We tend to think that the key to everything is “to do” so as “to have” and later “to be”: carrying out various actions to possess certain things which in turn allow us to be recognized, prestigious and happy. I believe that this is not a healthy paradigm and that, perhaps, we could invert it. When the first thing one looks for is to be, to do is in keeping with this being and this is what gives rise to having. Only from a balanced, true, complete and compassionate self can actions be born that are so essentially so different that they end up forming new realities. It is our level of awareness that determines our level of self.

An ordinary consciousness is on the plane of what is reasonable, and so, we do what it is logical to do and we get what it is sensible to get. When you enter this other level of consciousness, you do what you do not because you have reasons. You choose this path and for that reason you get something both extraordinary and unexpected.

When we work to act not based on our emotions but on our choices, this is when we act in freedom.

We often call a comfortable life a life of simple resignation. That’s why, the walls of the mind are more solid than the walls of stone as they have the capacity not even to contemplate the possibility that another reality different from the one we know is possible.

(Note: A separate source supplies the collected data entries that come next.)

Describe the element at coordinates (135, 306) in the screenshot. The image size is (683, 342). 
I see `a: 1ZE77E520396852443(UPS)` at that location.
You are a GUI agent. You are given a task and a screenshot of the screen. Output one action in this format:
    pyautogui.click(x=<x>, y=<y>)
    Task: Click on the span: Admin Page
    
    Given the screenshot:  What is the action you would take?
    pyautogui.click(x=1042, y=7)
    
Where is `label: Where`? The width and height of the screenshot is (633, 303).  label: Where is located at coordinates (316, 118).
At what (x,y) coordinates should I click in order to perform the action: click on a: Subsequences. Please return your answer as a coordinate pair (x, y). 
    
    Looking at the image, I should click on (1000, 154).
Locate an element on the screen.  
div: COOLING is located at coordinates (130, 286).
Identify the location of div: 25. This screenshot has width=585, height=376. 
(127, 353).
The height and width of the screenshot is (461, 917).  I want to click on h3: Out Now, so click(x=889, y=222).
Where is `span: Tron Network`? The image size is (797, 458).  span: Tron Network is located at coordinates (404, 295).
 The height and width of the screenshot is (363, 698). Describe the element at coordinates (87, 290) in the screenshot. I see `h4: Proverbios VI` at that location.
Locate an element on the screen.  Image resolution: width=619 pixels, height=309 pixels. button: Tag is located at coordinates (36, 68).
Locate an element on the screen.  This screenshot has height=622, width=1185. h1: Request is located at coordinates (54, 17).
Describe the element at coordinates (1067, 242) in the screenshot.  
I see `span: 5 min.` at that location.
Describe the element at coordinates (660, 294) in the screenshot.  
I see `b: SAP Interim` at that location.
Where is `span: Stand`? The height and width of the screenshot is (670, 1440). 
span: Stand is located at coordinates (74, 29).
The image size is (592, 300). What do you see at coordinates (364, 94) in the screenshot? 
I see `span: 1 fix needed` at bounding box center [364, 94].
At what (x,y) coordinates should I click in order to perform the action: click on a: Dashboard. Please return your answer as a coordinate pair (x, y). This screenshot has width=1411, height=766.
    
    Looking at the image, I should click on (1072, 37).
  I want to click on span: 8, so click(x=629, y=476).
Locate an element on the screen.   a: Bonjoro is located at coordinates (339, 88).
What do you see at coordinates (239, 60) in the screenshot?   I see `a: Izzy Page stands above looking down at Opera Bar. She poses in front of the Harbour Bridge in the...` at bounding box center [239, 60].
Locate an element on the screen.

When in our lives something happens that we don’t like such as not being acknowledged or thanked, or perhaps we come across a person who refuses to collaborate with us, we immediately reject that person or situation. This is very sensible and reasonable, and that’s precisely the problem. We choose things with our heart and we use reason to justify them and in the end what we decide to feel will immediately be backed up by solid logical arguments.
The world that seems reasonable to us is not the world of logic but the world of automatisms. That’s why, it is only reasonable that we get tense and angry when faced with stimuli that generate a lack of comfort. The world of the reasonable seems so irresistibly logical that we clutch at it as if it were the only one possible. This is why when we look at ourselves we find reasons, proof and justifications that reinforce the idea that we are in the right and the other person, wrong.

[There is a curious character in the Sufi world called Mullah Nasruddin, known for being both a sage and an eccentric. One day, Nasruddin was dropping breadcrumbs around him, when a neighbour came up to him and asked him,
“What are you doing, Nasruddin?”
“I’m trying to keep the tigers at bay,” responded Nasruddin.
“But there are no tigers for thousands of kilometres around here,” the perplexed neighbour replied. “A clear demonstration of the efficiency of my method, don’t you think?” responded Nasruddin.]